Well, depending on how in depth you want to get, you might want to try looking at some real world GIS software (QuantumGIS for instance) rather than things like Campaign Cartographer which is really more of a specialized graphics editor (which isn't necessarily a bad thing as it is a lot easier to use than a GIS)
Working with true spherical geometry with only graphics tools is hard. Working with spherical geometry even with the right tools can be hard. So if you want to make your world really work as a sphere, you are going to have to learn a bit of theory behind geography/cartography and spherical geometry.
Most of the people on the guild don't bother with this and if you don't know how to do it right, then you probably won't notice it being wrong. Many people get by with maps where their world is effectively flat or cylindrical rather than spherical (let alone the spheroidal models we use in real life). Such maps will often look blatantly wrong to anyone who knows anything about geography though.
The zooming in thing you want in particular is difficult. If you want a decent map, you need to pick a projection suitable to the particular extent of the map. A projection suitable for a global map is not going to work for larger scale maps. (In cartography speak "scale" is what you might think of as "zoom" so "large scale" is zoomed in). This is because all projections of the curved globe onto a flat map will cause distortion. If you have a restricted extent, you want to pick a projection that minimizes distortion within that particular extent. So just zooming in will cause problems if you zoom in on a distorted area.
Web maps like Google Maps cheat by using the Mercator projection which gives passable results at large scales but is only really a good choice at smaller scales for certain kinds of navigational map (which is what it was designed for). it was widely used for world reference maps for a while, but wasn't a good choice. It's a really bad choice for maps at the scale of continents or large countries particularly in high latitudes (It really screws up Canada and Russia for instance.) The reason it sort of works is that Mercator preserves angles, while distorting area. Over extents where the amount of distortion doesn't change much, it looks pretty close to what a tailored projection would have given you. Over larger extents though, it is quite obvious.
One option somewhat simpler than all out GIS is to use "G.Projector", a free Java tool made by NASA. It can take a map in a Normal Equidistant Cylindrical projection (also known as Equirectangular) and project it into a wide range of other projections. Equidistant Cylindrical projections aren't a good choice for finished maps as they have particularly unpleasant distortion. However, you you can lay out your world using this projection, and raw the appropriate distortion into it, you can then easily reproject it and then make finished maps from that. It's not as flexible as with GIS, but it's a lot easier to get started. The big downsides being there's no way work backward from other projections, and that it doesn't support vector data.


→ **THE TASK**: Find each line below that includes "polygonal", then copy it.

→ **DATA SUPPLIED**:
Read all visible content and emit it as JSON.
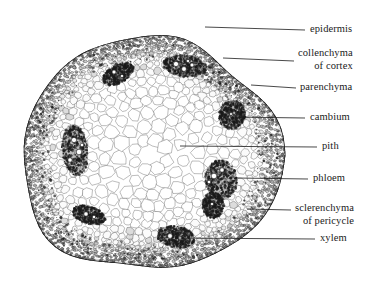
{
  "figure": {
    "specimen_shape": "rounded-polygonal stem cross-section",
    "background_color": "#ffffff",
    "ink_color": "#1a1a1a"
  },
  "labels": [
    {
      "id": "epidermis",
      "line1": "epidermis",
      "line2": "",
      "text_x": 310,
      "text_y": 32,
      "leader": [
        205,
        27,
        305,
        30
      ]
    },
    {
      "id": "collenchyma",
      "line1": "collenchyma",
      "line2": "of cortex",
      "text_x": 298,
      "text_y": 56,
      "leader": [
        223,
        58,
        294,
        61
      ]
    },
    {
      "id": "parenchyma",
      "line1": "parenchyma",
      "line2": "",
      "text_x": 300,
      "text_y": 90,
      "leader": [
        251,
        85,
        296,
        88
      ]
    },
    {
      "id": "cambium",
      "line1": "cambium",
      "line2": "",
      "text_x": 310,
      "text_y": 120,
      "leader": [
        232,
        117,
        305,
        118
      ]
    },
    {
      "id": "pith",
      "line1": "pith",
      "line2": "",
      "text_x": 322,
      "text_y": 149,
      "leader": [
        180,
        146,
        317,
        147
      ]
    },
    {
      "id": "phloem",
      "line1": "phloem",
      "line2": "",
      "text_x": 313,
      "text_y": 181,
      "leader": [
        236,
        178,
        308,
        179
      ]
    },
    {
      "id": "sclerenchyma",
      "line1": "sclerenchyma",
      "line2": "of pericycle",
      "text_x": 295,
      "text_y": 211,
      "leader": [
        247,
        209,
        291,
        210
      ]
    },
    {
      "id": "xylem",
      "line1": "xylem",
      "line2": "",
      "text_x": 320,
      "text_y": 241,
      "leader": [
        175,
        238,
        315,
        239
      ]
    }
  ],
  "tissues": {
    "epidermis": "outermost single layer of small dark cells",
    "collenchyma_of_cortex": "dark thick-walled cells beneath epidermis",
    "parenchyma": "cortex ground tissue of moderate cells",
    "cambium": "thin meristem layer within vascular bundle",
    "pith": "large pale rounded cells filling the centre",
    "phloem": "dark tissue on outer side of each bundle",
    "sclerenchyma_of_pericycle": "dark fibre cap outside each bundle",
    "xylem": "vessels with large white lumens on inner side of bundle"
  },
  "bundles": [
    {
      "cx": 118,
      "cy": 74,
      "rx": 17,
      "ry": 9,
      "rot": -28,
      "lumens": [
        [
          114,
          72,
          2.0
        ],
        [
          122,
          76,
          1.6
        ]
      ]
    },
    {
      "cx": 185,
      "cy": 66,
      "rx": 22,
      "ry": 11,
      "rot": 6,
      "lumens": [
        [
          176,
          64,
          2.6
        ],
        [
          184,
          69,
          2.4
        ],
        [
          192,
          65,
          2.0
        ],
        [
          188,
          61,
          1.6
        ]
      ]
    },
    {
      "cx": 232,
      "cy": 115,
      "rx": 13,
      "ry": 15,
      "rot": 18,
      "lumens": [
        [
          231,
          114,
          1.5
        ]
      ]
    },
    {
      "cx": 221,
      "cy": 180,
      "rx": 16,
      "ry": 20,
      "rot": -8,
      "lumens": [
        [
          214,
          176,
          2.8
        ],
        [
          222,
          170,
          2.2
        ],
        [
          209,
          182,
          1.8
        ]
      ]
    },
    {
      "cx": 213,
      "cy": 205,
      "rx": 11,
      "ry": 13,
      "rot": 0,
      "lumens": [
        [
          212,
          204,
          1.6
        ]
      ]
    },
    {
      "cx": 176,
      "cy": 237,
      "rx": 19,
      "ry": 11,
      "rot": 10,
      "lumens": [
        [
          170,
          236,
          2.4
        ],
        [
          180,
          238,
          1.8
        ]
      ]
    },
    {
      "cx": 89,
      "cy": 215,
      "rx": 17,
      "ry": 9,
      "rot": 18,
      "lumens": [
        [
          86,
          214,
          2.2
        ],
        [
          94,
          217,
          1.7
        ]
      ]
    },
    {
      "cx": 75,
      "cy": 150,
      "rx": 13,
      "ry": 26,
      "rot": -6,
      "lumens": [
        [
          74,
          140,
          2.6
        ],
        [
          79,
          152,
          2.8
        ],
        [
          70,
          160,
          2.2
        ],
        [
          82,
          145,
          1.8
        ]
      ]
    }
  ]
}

---

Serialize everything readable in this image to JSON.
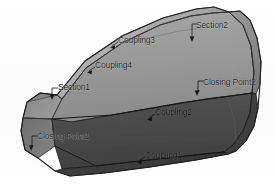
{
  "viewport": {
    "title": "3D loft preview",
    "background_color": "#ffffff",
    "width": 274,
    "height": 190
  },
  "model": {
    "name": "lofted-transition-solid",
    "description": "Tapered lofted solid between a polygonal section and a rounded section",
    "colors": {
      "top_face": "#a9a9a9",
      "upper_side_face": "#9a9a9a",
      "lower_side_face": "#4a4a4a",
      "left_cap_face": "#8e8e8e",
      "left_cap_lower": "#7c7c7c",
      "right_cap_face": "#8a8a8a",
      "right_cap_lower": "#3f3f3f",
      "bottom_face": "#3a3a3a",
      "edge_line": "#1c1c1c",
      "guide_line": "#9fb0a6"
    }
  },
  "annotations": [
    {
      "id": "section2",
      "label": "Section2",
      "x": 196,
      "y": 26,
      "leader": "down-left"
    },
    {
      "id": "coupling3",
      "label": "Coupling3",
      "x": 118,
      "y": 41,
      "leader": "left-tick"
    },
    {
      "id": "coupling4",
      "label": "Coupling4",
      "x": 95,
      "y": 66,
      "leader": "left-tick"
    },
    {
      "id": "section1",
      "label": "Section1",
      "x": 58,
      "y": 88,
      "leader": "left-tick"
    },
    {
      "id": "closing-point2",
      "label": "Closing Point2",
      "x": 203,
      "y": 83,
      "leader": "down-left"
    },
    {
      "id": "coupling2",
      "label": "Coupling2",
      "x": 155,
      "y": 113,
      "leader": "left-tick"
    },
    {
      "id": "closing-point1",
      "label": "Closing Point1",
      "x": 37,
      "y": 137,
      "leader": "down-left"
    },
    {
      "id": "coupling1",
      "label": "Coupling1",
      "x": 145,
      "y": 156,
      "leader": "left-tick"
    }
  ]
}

→ **YOUR SOLUTION**:
    "specimen_shape": "rounded-polygonal stem cross-section",
    "description": "Tapered lofted solid between a polygonal section and a rounded section",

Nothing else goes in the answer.